As he talked, reiterating the same thing again and again, the heat rose into his neatly-shaved face and little aquiline nose. Mrs. Guinness observed his agitation with calm triumph. She knew but one ladder into heaven, and that, short and narrow, was through her own Church. Kitty was stepping up on a high rung of it. Once the wife of this good Christian man, and her soul was safe. This was Mrs.

She had eloped in high school, run away to Tennessee, and returned eighteen months later. Her family and the church took her back, but . . . She was still living in a shamed shadow. He decided that he needed a Guinness. He stopped at Deweys, and two pints later he was back in control. Better than that. The last of the warrior-lovers invited the entire bar to the housewarming and went home.

Mr Guinness, the extensive agent, holding employments in twenty-seven counties, and himself a proprietor in Tipperary, confirms the fact of leases being generally granted in that county; and contrasts the state of the inhabitants with that of Wexford, one of the most improved districts in Ireland, where the land is much worse in quality, the rents much higher, and the tenantry peaceable and independent, and almost universally tenants-at-will.
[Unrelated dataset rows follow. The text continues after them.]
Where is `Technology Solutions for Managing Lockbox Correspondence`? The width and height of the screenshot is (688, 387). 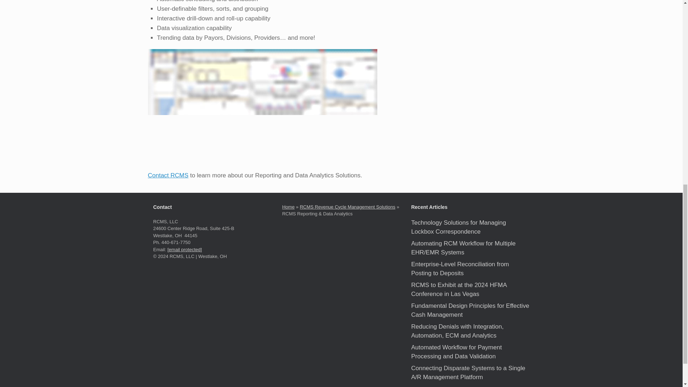
Technology Solutions for Managing Lockbox Correspondence is located at coordinates (458, 227).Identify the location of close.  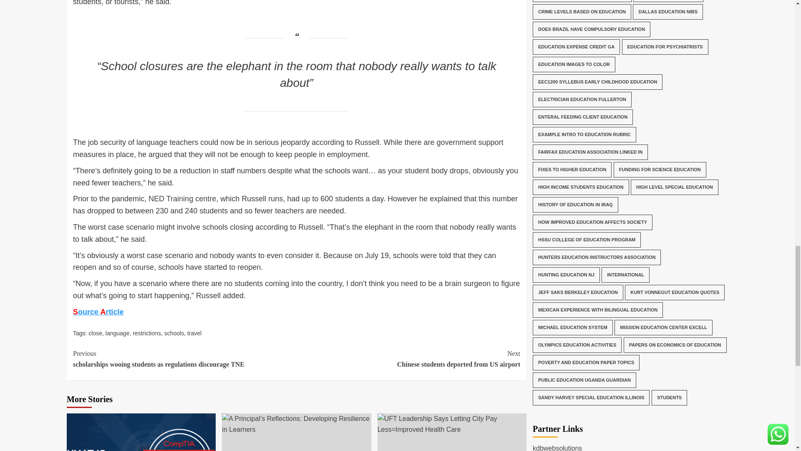
(98, 311).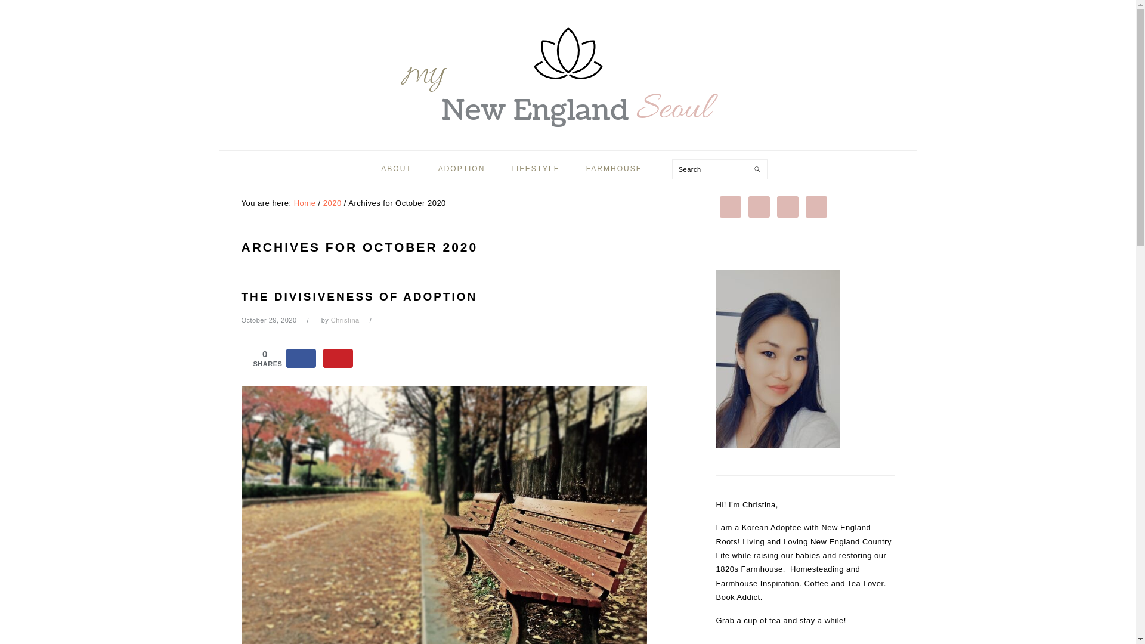  I want to click on My New England Seoul, so click(567, 68).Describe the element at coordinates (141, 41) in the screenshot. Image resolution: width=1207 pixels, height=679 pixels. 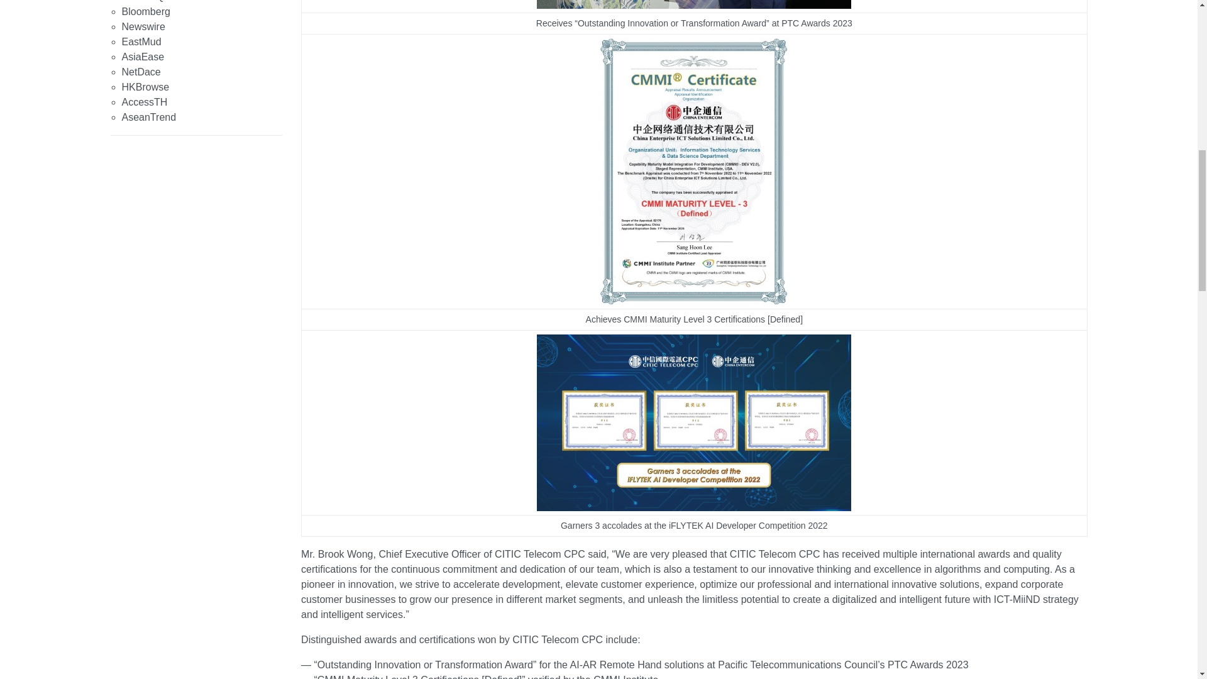
I see `EastMud` at that location.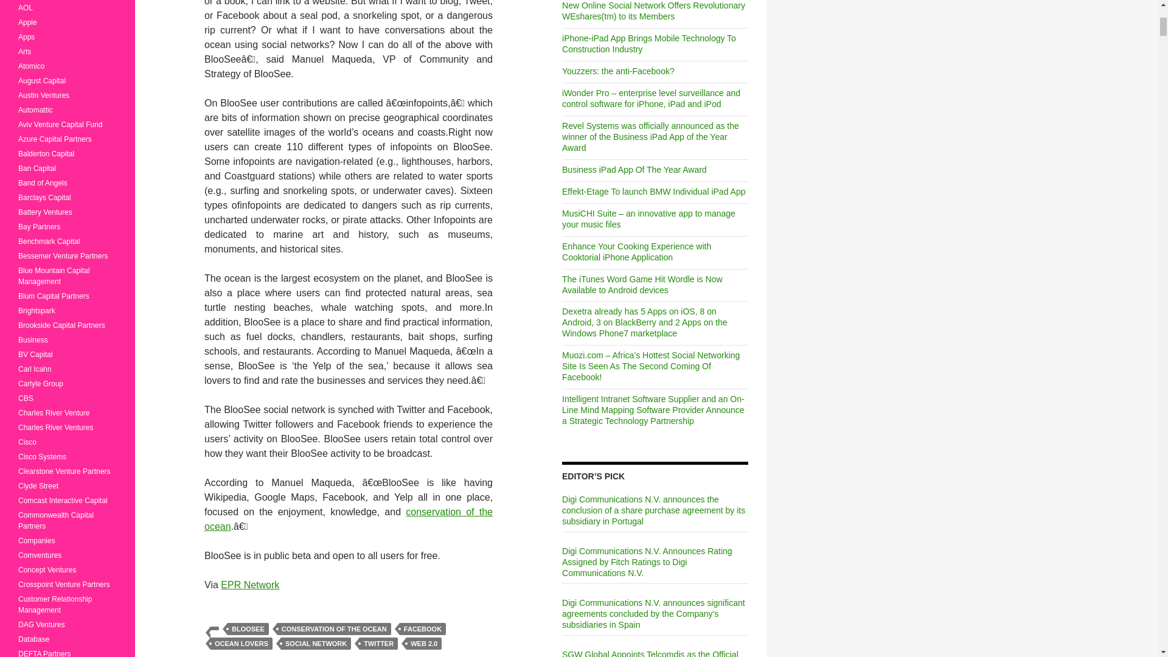 The width and height of the screenshot is (1168, 657). Describe the element at coordinates (248, 629) in the screenshot. I see `BLOOSEE` at that location.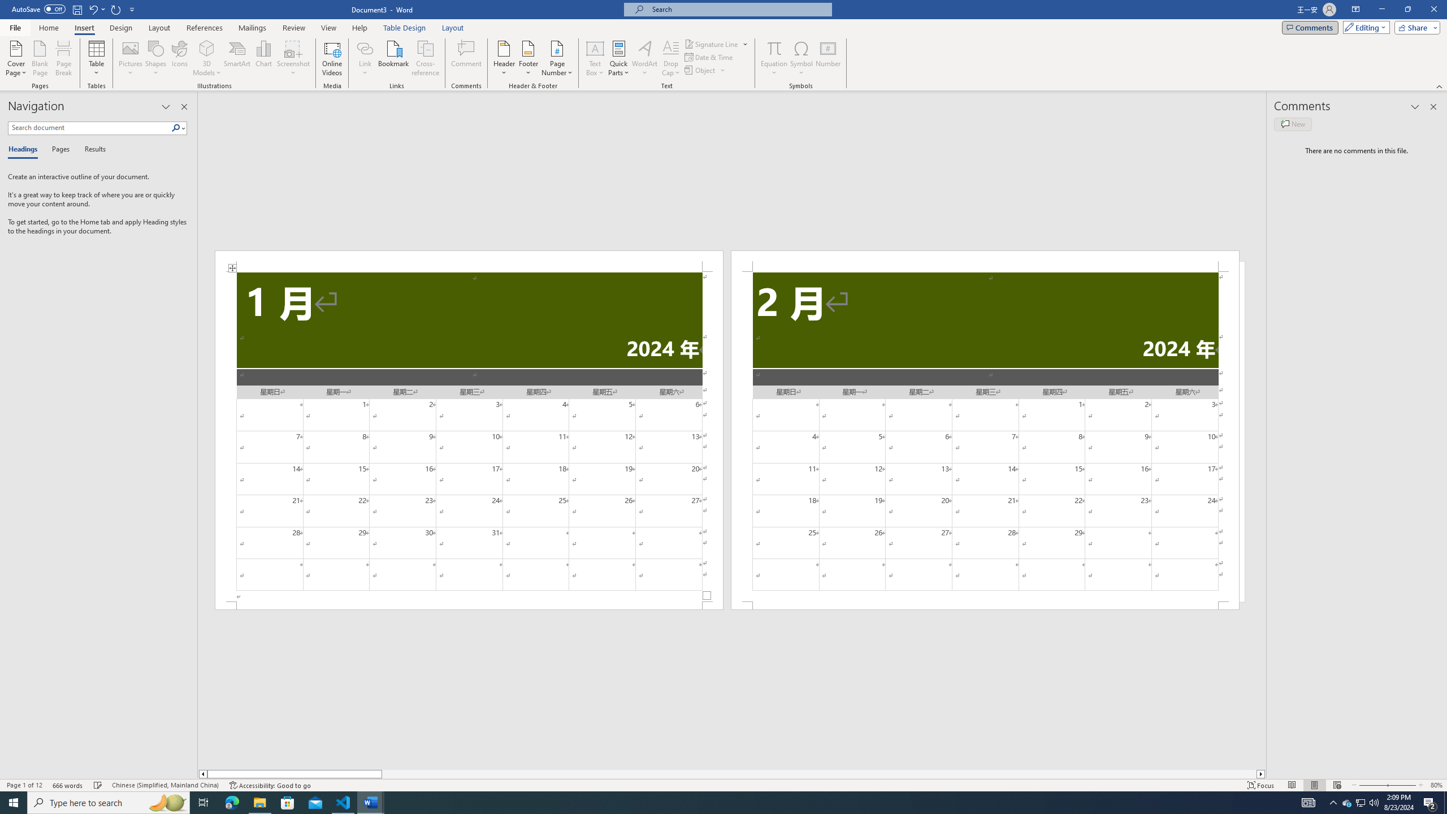 Image resolution: width=1447 pixels, height=814 pixels. What do you see at coordinates (69, 785) in the screenshot?
I see `Word Count 666 words` at bounding box center [69, 785].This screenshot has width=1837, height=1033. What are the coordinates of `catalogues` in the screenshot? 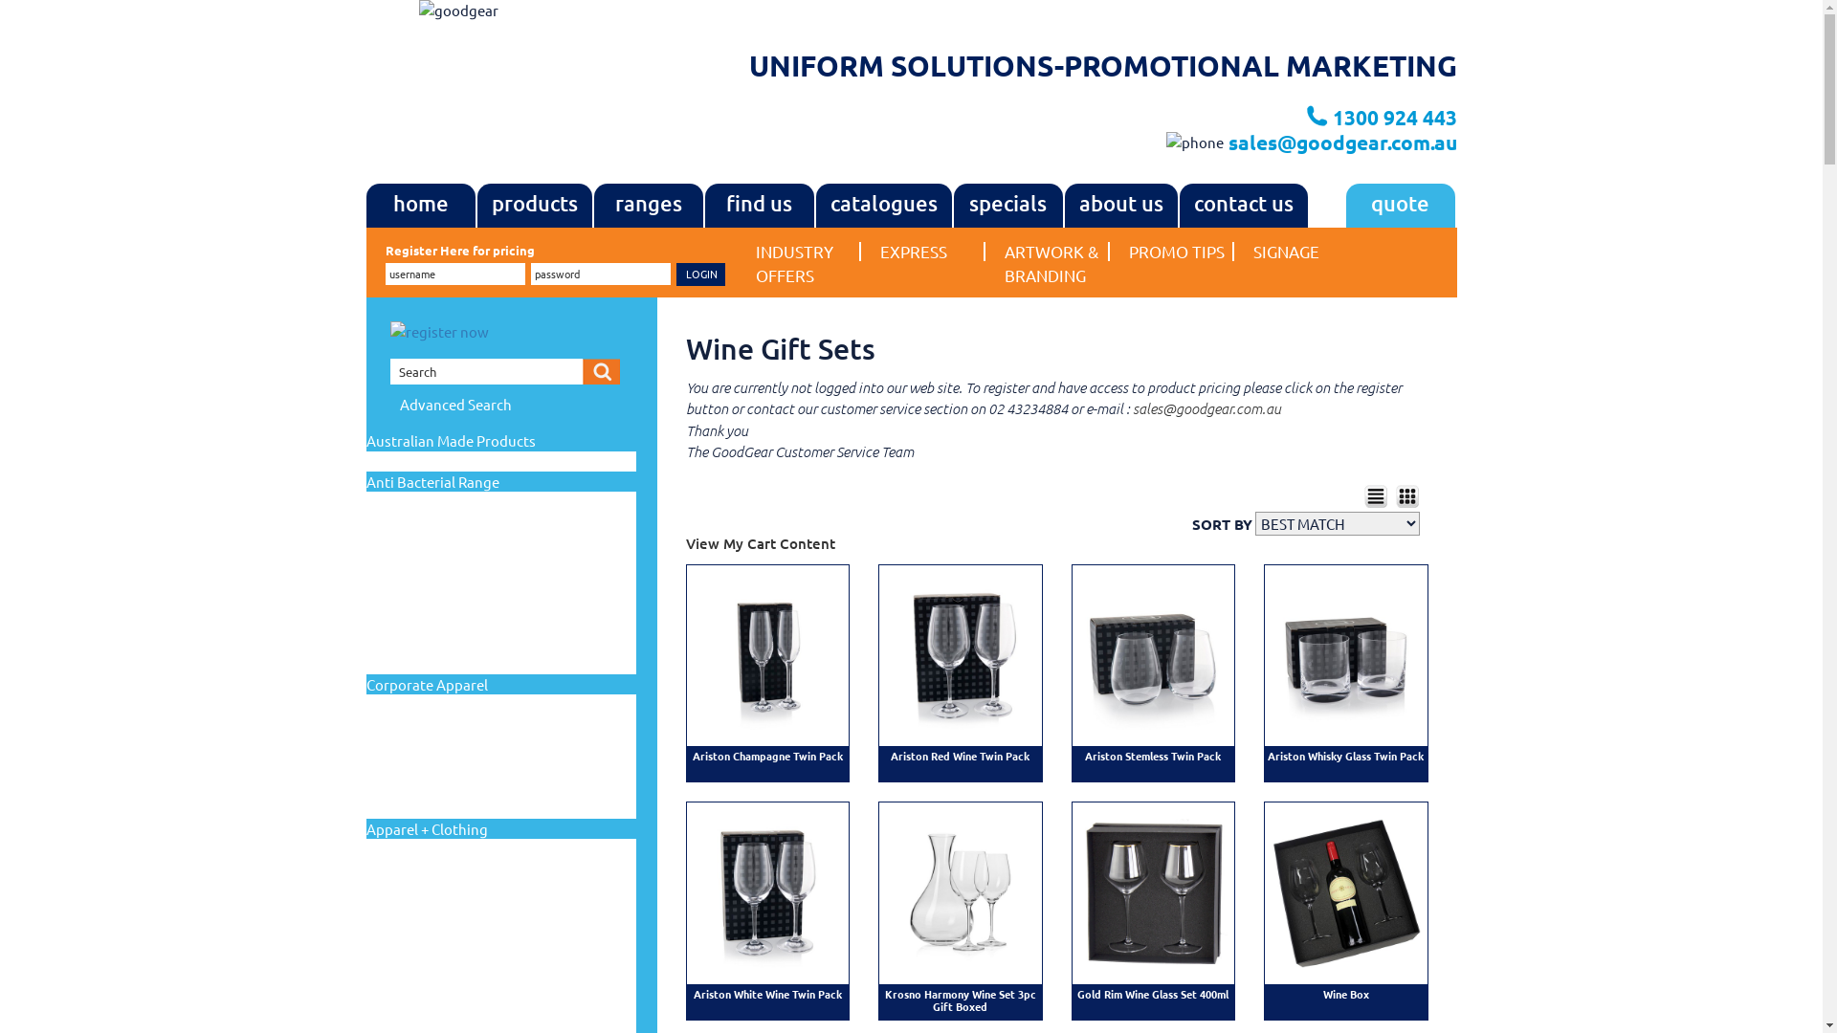 It's located at (883, 206).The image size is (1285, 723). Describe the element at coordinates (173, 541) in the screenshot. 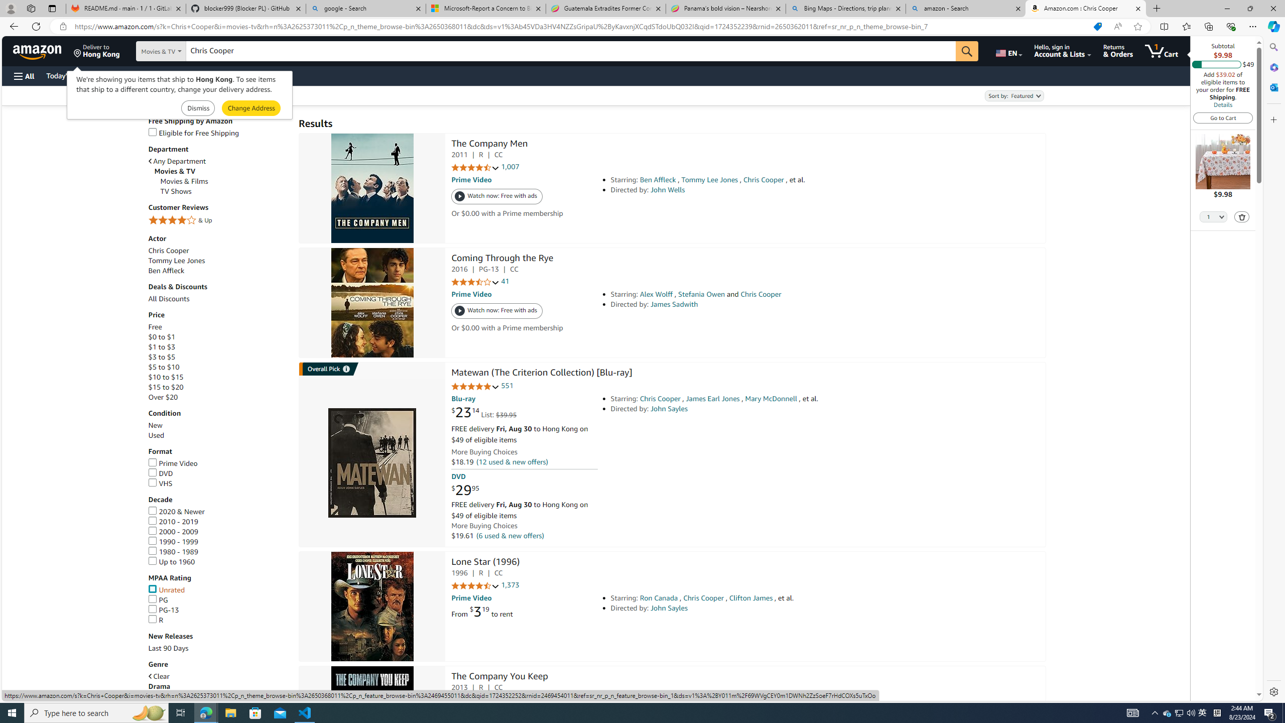

I see `1990 - 1999` at that location.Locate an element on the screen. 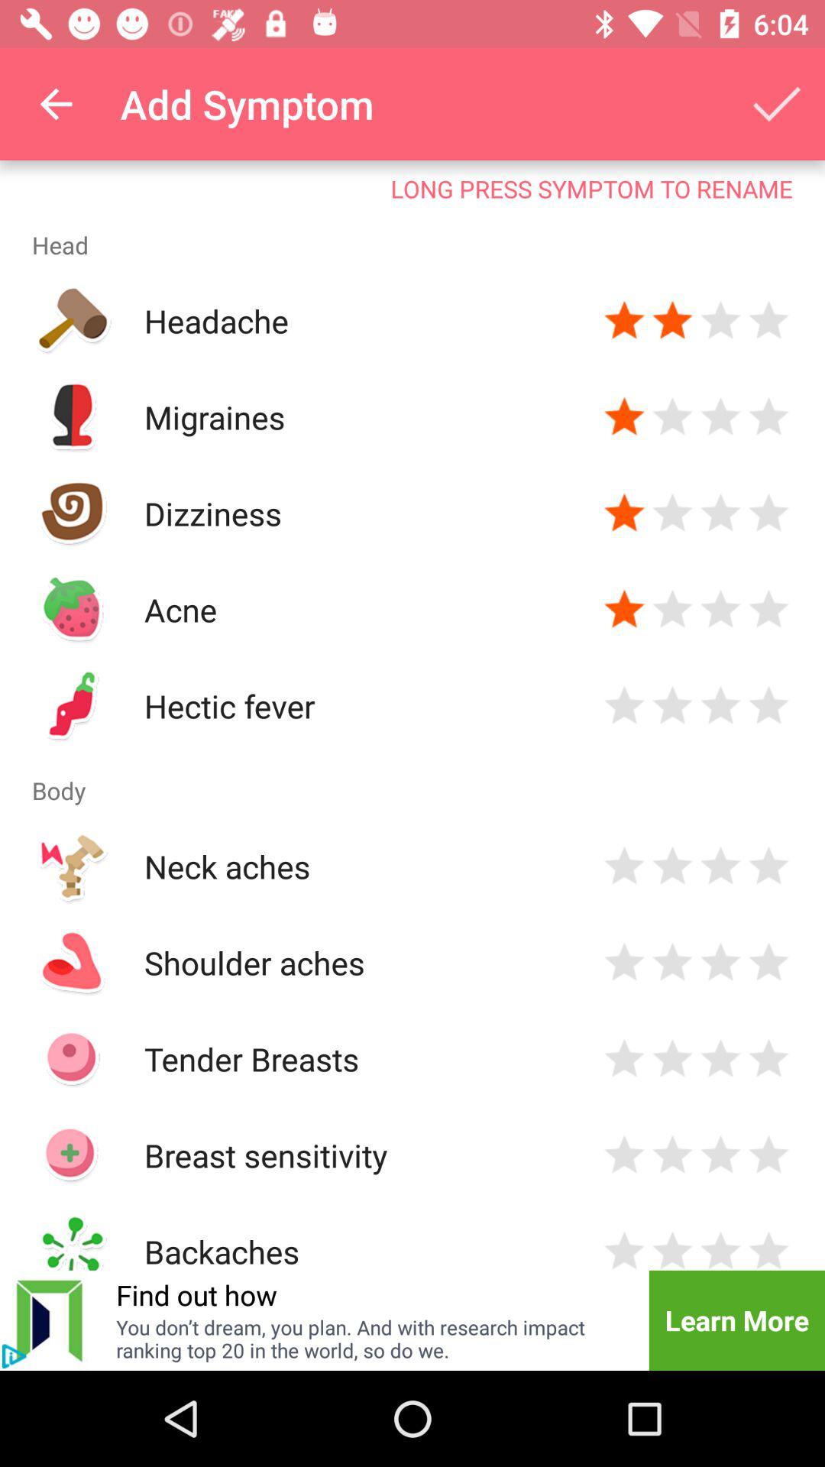 The image size is (825, 1467). indicate intensity of symptom is located at coordinates (672, 1155).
"My father," said Kitty, "had once a great trouble. It has made an old man of him before his time. I find that I can take it from him." She looked up at him with this. Now, there was a certain shrewd penetration under the softness of Kitty's eyes. Noting it, McCall instantly lost sight of her beauty and tears. He returned her look coolly. "What was his trouble?" "Mr. Guinness had a son.

If Hugh Guinness stood where you do, and touched these things as you are touching them, could he turn his back on the old man?" Now, Doctor McCall did not touch gun nor cap nor hair, but he bent over the table, looking at them as if he were looking at the dead. He seemed to have forgotten that Kitty was there. At last he stood upright: "Poor little chap!" with a laugh.

"When did Hugh die? How do you know that he is dead?" Mrs. Guinness sat erect and looked at her in absolute silence. Astonishment and anger Kitty had expected from her at her mention of the name, but there was a certain terror in her face which was unaccountable. "What do you know of Hugh Guinness? I never wished that his name should cross your lips, Catharine." "I know very little.

They went down the quiet street together. Mrs. Guinness went back and watched them from the shop-window. "It is as I thought," she said triumphantly. Peter nodded. She came behind him, leaning on his shoulder. "It was only proper for me to speak to him of of " It was fifteen years since Hugh's name had passed between them. "Whatever was necessary to protect you and Catharine," he said quietly.

Guinness had always described her not at all what Kitty had fancied a lecturer on woman suffrage, a manager of the Water-cure and a skillful operating surgeon must be. She was little, pretty, frail, with a very genuine look and voice almost as young as Kitty, and far more tastefully dressed.

But the secret was her own a discovery; a very different affair from this marriage, which had been made and fitted on her by outsiders. "Gone! You don't mean that your mother and Mr. Guinness have gone to leave you for a month!" Mr. Muller was quite vehement with annoyance and surprise. "At least a month," said Catharine calmly. "Mrs.